I rush forward with a dream,
he takes it from me in war.
He attacks my lungs,
for a year I lie thinking in hospital,
calculate brilliantly
and win a black day.
He displaces a misfortune
and threatens me with cancer
(which at the moment moves diagonally)
but I treat him to a book
and force him to retreat,
take a few other pieces and
notice that half my life has
vanished from the board.
‘I shall call checkmate
and you will lose your optimism’,
he claims.
‘Never mind,’ I try to joke,
’then I’ll switch to feelings and castle your king.’

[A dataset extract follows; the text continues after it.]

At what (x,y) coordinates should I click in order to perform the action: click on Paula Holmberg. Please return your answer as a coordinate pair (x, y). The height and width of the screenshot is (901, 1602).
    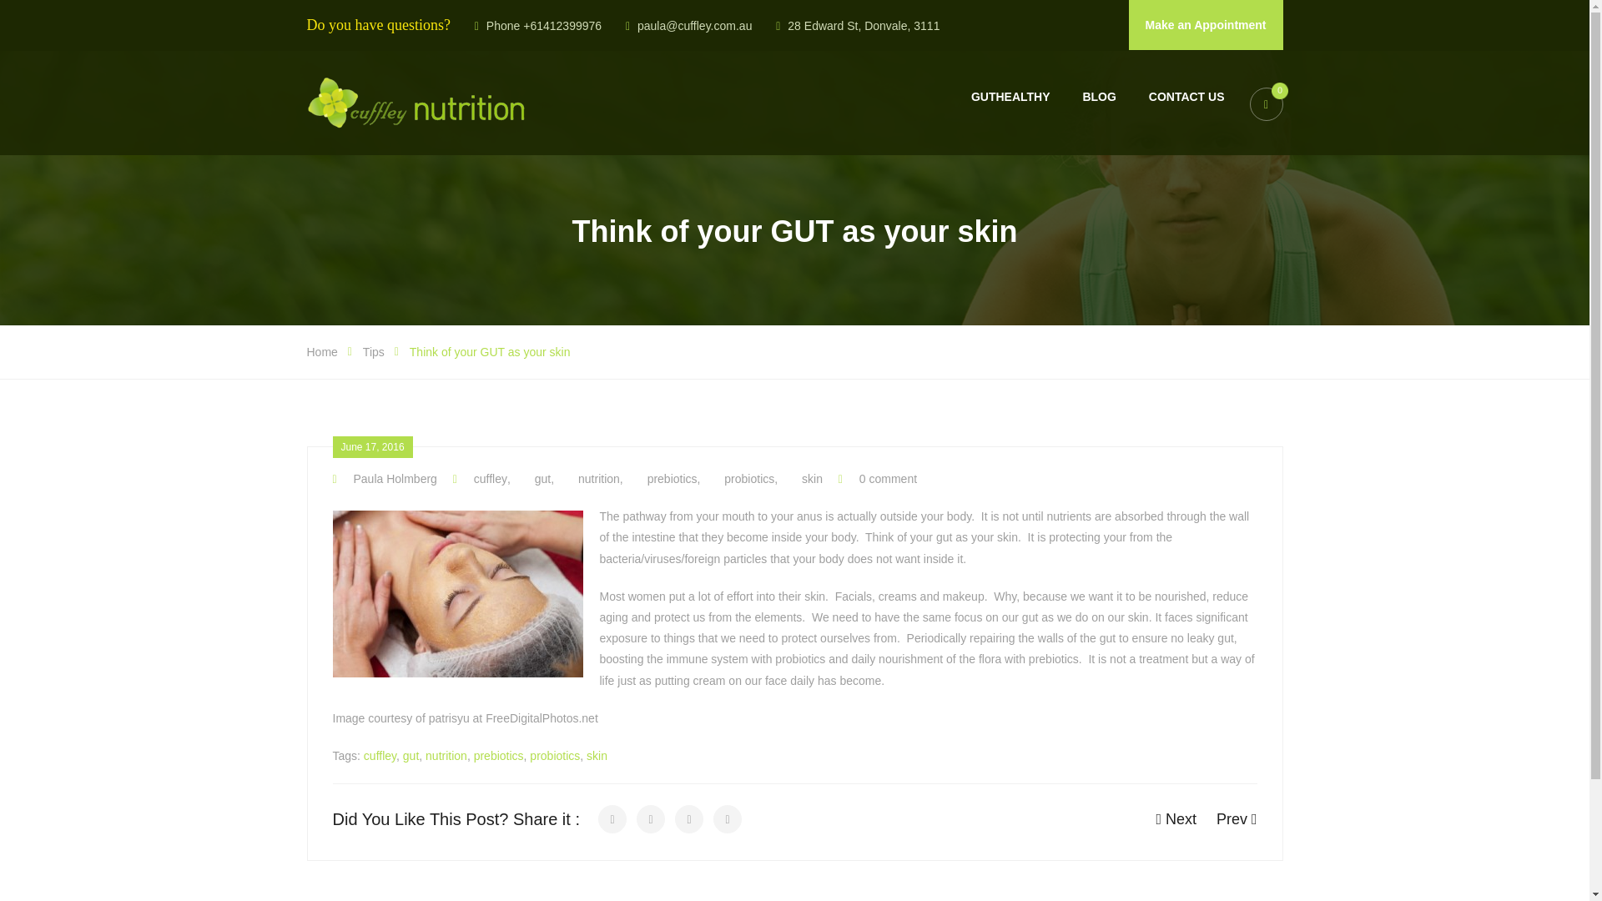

Behind me my wife, my children,
the sun, the moon and other spectators
tremble at every move I make.

I light a cigarette
and continue the game.

 

With A green Scarf

With a green scarf I blindfolded
the eyes of the trees
and asked them to catch me.

At once the trees caught me,
their leaves shaking with laughter.

I blindfolded the birds
with a scarf of clouds
and asked them to catch me.

The birds caught me
with a song.

Then with a smile I blindfolded
my sorrow
and the day after it caught me
with a love.

 

Vertaald door Michael Hamburger

 

 
Marin Sorescu (29 februari 1936 – 8 december 1996)

 

De Amerikaanse dichter, schrijver, acteur, rapper en musicus Saul Stacey Williams werd geboren in Newburgh, New York op 29 februari 1972. Zie ook alle tags voor Saul Williams op dit blog.

 

Untimely Meditations

CHAPTER 3
Happiness is a mediocre standard
for a middleclass existence.
I see
through smiles and smell truth in
the distance. Beyond one dimensional
smiles and laughter lies the hereafter.
Where tears echo laughter.

You’d have to do math to divide a
smile by a tear, times fear, equals
mere truth, that simply dwells in the
air. But if that’s the case all I have
to do is breath and all else will follow.
That’s why drums are hollow.

And I like drums. Drums are good.
But I can’t think straight. I lack the
attention span to meditate. My attention
spans galaxies. Here and now are immense.
Seconds are secular. Moments are mine.
Self is illusion. Music’s divine.

 

 
Saul Williams (Newburgh, 29 februari 1972)

 

Zie voor nog meer schrijvers van de 28e februari ook mijn twee blogs van 28 februari 2016 en ook mijn blog van 29 februari 2016.

Zie voor bovenstaande schrijvers ook mijn blog van 28 februari 2007 en ook mijn blog van 28 februari 2008 en van 29 februari 2008 en eveneens mijn blog van 28 februari 2009.